Estimating the transmission potential

What, then, is the impact of HIV viral load and longevity on the epidemiology of sexual HIV transmission? The investigators calculated this by estimating the expected number of people someone is likely to infect over their entire lifespan. Of course, as they note, “many factors can affect this, including host behaviour, coinfections, and the state of epidemic itself, because opportunities for transmission are reduced when prevalence is already high.”

Nevertheless, they define the ‘transmission potential’, as follows: “The average number of people potentially infected over the duration of the whole infectious period, in circumstances where most people are uninfected, for an infected individual with a particular viral load; where the rate of partner change is sufficiently high that it does not limit transmission, and where the transmission rate within partnerships is similar to that reported by the two cohorts studied here.”

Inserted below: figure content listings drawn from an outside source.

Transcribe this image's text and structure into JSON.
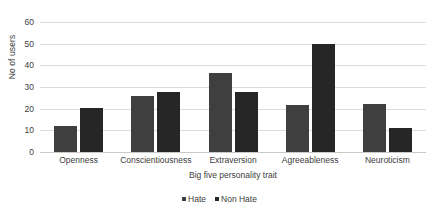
{
  "chart_data": {
    "type": "bar",
    "title": "",
    "xlabel": "Big five personality trait",
    "ylabel": "No of users",
    "categories": [
      "Openness",
      "Conscientiousness",
      "Extraversion",
      "Agreeableness",
      "Neuroticism"
    ],
    "series": [
      {
        "name": "Hate",
        "color": "#3f3f3f",
        "values": [
          12,
          26,
          36.5,
          21.5,
          22
        ]
      },
      {
        "name": "Non Hate",
        "color": "#262626",
        "values": [
          20.5,
          27.5,
          27.5,
          50,
          11
        ]
      }
    ],
    "ylim": [
      0,
      60
    ],
    "yticks": [
      0,
      10,
      20,
      30,
      40,
      50,
      60
    ],
    "ytick_labels": [
      "0",
      "10",
      "20",
      "30",
      "40",
      "50",
      "60"
    ],
    "grid": true,
    "grid_axis": "y",
    "legend_position": "bottom",
    "background": "#ffffff",
    "gridline_color": "#dcdcdc"
  }
}
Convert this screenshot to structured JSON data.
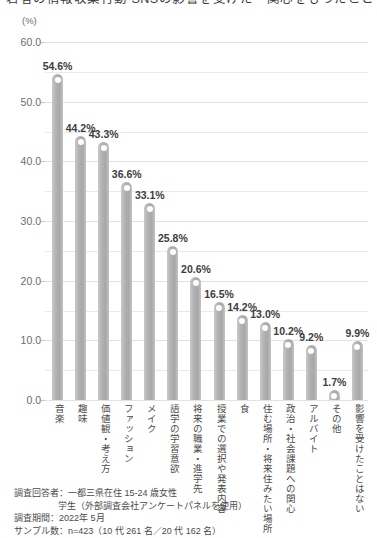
{
  "title": {
    "text": "若者の情報収集行動 SNSの影響を受けた・関心をもったこと"
  },
  "chart_data": {
    "type": "bar",
    "title": "",
    "xlabel": "",
    "ylabel": "(%)",
    "unit": "(%)",
    "ylim": [
      0,
      60
    ],
    "ytick_labels": [
      "0.0",
      "10.0",
      "20.0",
      "30.0",
      "40.0",
      "50.0",
      "60.0"
    ],
    "ytick_values": [
      0,
      10,
      20,
      30,
      40,
      50,
      60
    ],
    "minor_gridlines": [
      5,
      15,
      25,
      35,
      45,
      55
    ],
    "grid": true,
    "legend": "none",
    "categories": [
      "音楽",
      "趣味",
      "価値観・考え方",
      "ファッション",
      "メイク",
      "語学の学習意欲",
      "将来の職業・進学先",
      "授業での選択や発表内容",
      "食",
      "住む場所・将来住みたい場所",
      "政治・社会課題への関心",
      "アルバイト",
      "その他",
      "影響を受けたことはない"
    ],
    "values": [
      54.6,
      44.2,
      43.3,
      36.6,
      33.1,
      25.8,
      20.6,
      16.5,
      14.2,
      13.0,
      10.2,
      9.2,
      1.7,
      9.9
    ],
    "value_labels": [
      "54.6%",
      "44.2%",
      "43.3%",
      "36.6%",
      "33.1%",
      "25.8%",
      "20.6%",
      "16.5%",
      "14.2%",
      "13.0%",
      "10.2%",
      "9.2%",
      "1.7%",
      "9.9%"
    ],
    "bar_color": "#b2b2b2"
  },
  "footnotes": [
    "調査回答者：一都三県在住 15-24 歳女性",
    "学生（外部調査会社アンケートパネルを使用）",
    "調査期間：2022年 5月",
    "サンプル数：n=423（10 代 261 名／20 代 162 名）"
  ]
}
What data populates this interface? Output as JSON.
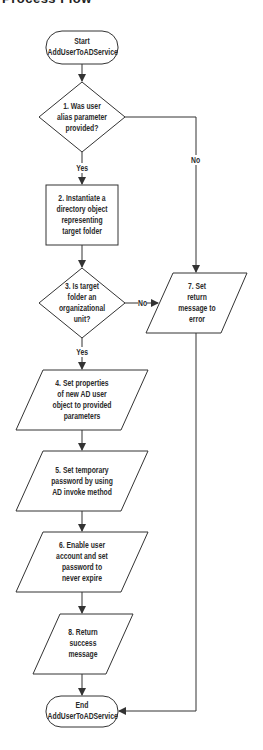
{
  "title": "Process Flow",
  "nodes": [
    {
      "id": "start",
      "type": "terminal",
      "lines": [
        "Start",
        "AddUserToADService"
      ]
    },
    {
      "id": "step1",
      "type": "decision",
      "lines": [
        "1. Was user",
        "alias parameter",
        "provided?"
      ]
    },
    {
      "id": "step2",
      "type": "process",
      "lines": [
        "2. Instantiate a",
        "directory object",
        "representing",
        "target folder"
      ]
    },
    {
      "id": "step3",
      "type": "decision",
      "lines": [
        "3. Is target",
        "folder an",
        "organizational",
        "unit?"
      ]
    },
    {
      "id": "step4",
      "type": "io",
      "lines": [
        "4. Set properties",
        "of new AD user",
        "object to provided",
        "parameters"
      ]
    },
    {
      "id": "step5",
      "type": "io",
      "lines": [
        "5. Set temporary",
        "password by using",
        "AD invoke method"
      ]
    },
    {
      "id": "step6",
      "type": "io",
      "lines": [
        "6. Enable user",
        "account and set",
        "password to",
        "never expire"
      ]
    },
    {
      "id": "step7",
      "type": "io",
      "lines": [
        "7. Set",
        "return",
        "message to",
        "error"
      ]
    },
    {
      "id": "step8",
      "type": "io",
      "lines": [
        "8. Return",
        "success",
        "message"
      ]
    },
    {
      "id": "end",
      "type": "terminal",
      "lines": [
        "End",
        "AddUserToADService"
      ]
    }
  ],
  "edges": [
    {
      "from": "start",
      "to": "step1",
      "label": ""
    },
    {
      "from": "step1",
      "to": "step2",
      "label": "Yes"
    },
    {
      "from": "step1",
      "to": "step7",
      "label": "No"
    },
    {
      "from": "step2",
      "to": "step3",
      "label": ""
    },
    {
      "from": "step3",
      "to": "step4",
      "label": "Yes"
    },
    {
      "from": "step3",
      "to": "step7",
      "label": "No"
    },
    {
      "from": "step4",
      "to": "step5",
      "label": ""
    },
    {
      "from": "step5",
      "to": "step6",
      "label": ""
    },
    {
      "from": "step6",
      "to": "step8",
      "label": ""
    },
    {
      "from": "step8",
      "to": "end",
      "label": ""
    },
    {
      "from": "step7",
      "to": "end",
      "label": ""
    }
  ],
  "labels": {
    "yes1": "Yes",
    "no1": "No",
    "yes3": "Yes",
    "no3": "No"
  },
  "colors": {
    "stroke": "#333333",
    "text": "#2a2a2a",
    "background": "#ffffff"
  }
}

They found that the periods of highest viral load (during primary infection and during late-stage HIV disease) did not actually have the highest transmission potential: 0.67 (infections per person per lifespan) for primary infection and 0.50 for late-stage HIV disease.

In fact, the viral load with the highest transmission potential (of close to 1.5 infections per person per lifespan) was found to be during chronic infection: 33,113 (4.52 log10) copies/ml. This, the investigators point out , is very close to the average viral load set point seen in both the Dutch (22,908 or 4.36 log10 copies/ml) and Zambian (54,954 or 4.74 log10 copies/ml) cohorts.

Policy implications for public health

Given this analysis – that medium levels of HIV provide the greatest opportunity for onward transmission – they warn against utilising “imperfect” prevention technologies – such as vaccines, immunotherapy, or microbicides – which may result in ‘perverse outcomes’. “If the intervention reduces patients’ viral load in such a way as to increase their transmission potential on average,” they write, “then incidence will increase, not decrease. An intervention that reduces viral loads from high to intermediate levels and is therefore beneficial to the individual may nevertheless increase overall incidence and thus cause more overall harm than benefit.”

Their analysis also supports the findings of a 2006 Canadian modelling study which suggests that treating all diagnosed people with antiretrovirals in order to reduce infectiousness would have a major impact on the HIV epidemic .

However, they point to a “significant limitation” of their analysis: they combined viral load survival data from a cohort infected with subtype B virus with transmission data from a cohort infected with non-B subtypes. Their calculations assumed that the relationship between the duration of asymptomatic infection and set-point viral load is similar in different settings, but they are aware of studies which found rapid disease progression in individuals infected with subtype D that was not explained by higher viral loads.

Has HIV evolved for optimal transmission potential?

The investigators also present a hypothesis regarding the evolution of HIV’s virulence. “Seen from the perspective of the virus,” they argue, “a negative correlation between infectiousness and duration of infection could be interpreted as a trade-off between two viral life-history traits, with natural selection leading to an optimal balance in this trade-off."

They wonder if this is “not coincidence but, rather, an outcome of natural selection acting on HIV-1 to maximize opportunities for onwards transmission?”

Lead author Dr Christophe Fraser says that further studies are necessary to prove their hypothesis that it is evolution, and not coincidence, that the average viral load seen in untreated people is finely balanced between optimal HIV transmission and optimal host survival.

“We now want to see whether the virus has adapted in order to allow it to infect the most people, which seems plausible given the results of our study. This would have serious implications for public health policy, because if it is true then some strategies to prevent transmission could end up making the virus more virulent by accident. While it is too early to sound the alarm, more research to prove or disprove this theory is urgently needed. That is what we are focusing on now.”